By Jeff Maisey

Singing to an empty auditorium isn’t so hard if you ask Judy Collins. 

The Virginia Arts Festival recently commissioned a live concert featuring longtime folk music recording artist Judy Collins for a virtual performance from Chrysler Hall in Norfolk. Fans around the globe can watch the show October 23 and 24 via vafest.org. Joining her onstage as the backing band is award-winning Americana group Chatham County Line. 

The Chrysler Hall performance was recorded in late September. For Collins it was a welcomed reprieve from life in lockdown.

“It was great to get out of New York and drive down,” she said. “We stayed at the Hilton (The Main) which was squeaky clean and everybody was properly distanced and wearing masks.”

Noting that throughout her 60-plus year career she’s performed numerous times on television, Collins was not phased when it came to playing in front of empty seats with only a film crew on-hand at Chrysler Hall.  

“My father was a great performer and always said, ‘It doesn’t matter how many people are in the audience. If there are two people one of them could be the Queen of England,’ so we were always trained to treat every performance in a completely professional way,” Collins said.  

Judy Collins is perhaps best-know for her version of Stephen Sondheim’s “Send in the Clowns.” It was a Billboard-charting single for Collins from her best-selling 1975 album, “Judith,” earning her a Grammy nomination for Best Female Pop Vocal Performance and scoring a Grammy Award for Song of the Year.” 

Between her 1961 debut album “A Maid of Constant Sorrow” and 2019’s Billboard Bluegrass chart-topping “Winter Stories,” joined by Norwegian folk singer Jonas Fjeld and Chatham County Line, Collins has released 28 studio albums, 4 live album, a quartet of holiday records, and various compilation albums. 

For her Chrysler Hall concert, Collins shared with Veer Magazine her approach to the songs listeners and viewers will experience.

“I have a rule about I sing and how I sing it,” said Collins. “My intension is to bring beauty and joy into people’s lives. I have had a mixture of many different kinds of songs over my career, but my most essential need is to make people look at themselves and realize they are the answer to their problems and that they have the control over what to do and what to think, and that beauty and art are the the things that keep them alive.”  

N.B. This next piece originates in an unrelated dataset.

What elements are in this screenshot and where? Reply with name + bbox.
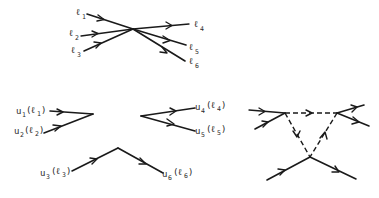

The virtual concert will feature Judy Collins front and center with Chatham County Line serving as her band. There will be a couple songs Collins performs solo at the piano and the instrumentalists will have a tune or two to spotlight mid-set on their own. 

In recent years, Collins released recordings she had long wanted to make. In 2017, she collaborated with former boyfriend Stephen Stills on a 10-track album titled “Everybody Knows,” which was supported with the two singer/songwriters on tour together.

Collins shared with Veer Magazine she believes Stills will “never go back out on the road again, knowing what I do about Stephen and his health.” She said he seemed perfectly at peace at the end of their tour “going out on top” as Still expressed to her. 

From the “Winter Stories” album, “It has songs I was always longing to do,” Collins said. “Like the ‘Highwayman’ and ‘Northwest Passage.’” 

Collins and band performed a lengthy concert at Chrysler Hall, thought it will be up to the film editors to determine which songs will be included in the virtual show. Still she has some she’s lobbying for to be included. 

“I’m not sure what our time requirements are,” said Collins, “but I hope we don’t lose ‘River’ by Joni Mitchell.’ I don’t have control over that.” 

Judy Collins has recording countless songs over her career, a mixture her own but mostly of tunes written by others with an obvious affinity for the works of Mitchell, Sondheim, Leonard Cohen, John Denver, The Beatles, and Bob Dylan. 

Following are some specific songs recorded and often performed by Collins that Veer Magazine asked her to share her thoughts about.

On Joni Mitchell’s “Both Sides, Now”: “I heard the song in the middle of the night at three in the morning when Al Cooper, the guy who started Blood, Sweat & Tears, called. He was sitting with Joni in her apartment. He followed her home from the club. She told him she writes songs. This was 1967 and Joni was a complete unknown.I knew she was wandering around the Village, but that’s all I knew about her. 

He put her on the phone and she sang the song. I said, “Whoopi. I’ll be over in the morning and I’m going to record that song.

Of course, it was a big hit for me and for her, so that was extraordinary. It has been a very important song for my career. It has been a model for me, I think, in my own pursuit not only of finding great songs, but also in helping me make my own songwriting a centerpiece of my career. Between Joni Mitchell and Leonard Cohen I got a lift I really needed into my own writing” 

On Leonard Cohen’s “Suzanne”: “That was the first song of Leonard’s that he brought me. It was one of the first songs he wrote. It became important piece in my history but also in his because, as he said to me, that recording of me singing ‘Suzanne’ made him a star. I was very grateful and so was he.”

On Stephen Sondheim’s “Send in the Clowns”: “I was sent the album, ‘A Little Night Music,’ by a friend of mine, who was introduced to me by Leonard Cohen a few years before that. She sent me the album in 1973.

“Unfortunately I became a friend of his (Sondheim) in the last four years of his life — sadly he’s gone now. 

“Anyway, I called him up when I heard the song.

“I said, ‘You’ve got this great song on this album.’

“He said, ‘Glad you like it. It is is great. About 200 people have recorded that song.’

“I said, ‘I don’t care. That doesn’t at all influence my decision, I have to record it.’

“I’ll tell you a funny story, though. Electra (Records) was ready to put it out at the end on ’74 on my ‘Judith’ album. My record company got a call from Frank Sinatra’s people. And the message was to Joe Smith, who was then the president of Elektra: ‘We would like Ms Collins to hold the release of ‘Send in the Clowns,’ Mr. Sinatra wants it out first — his version.’

“Now, I didn’t know that until Jac Holzman, the founder of Elektra, told me, maybe two years ago. I was really shocked. I loved to know that. 

“And Jack said, ‘Well, you know what I have to say to that.

“It was nice to have Mr. Sinatra’s attention to bump me off.”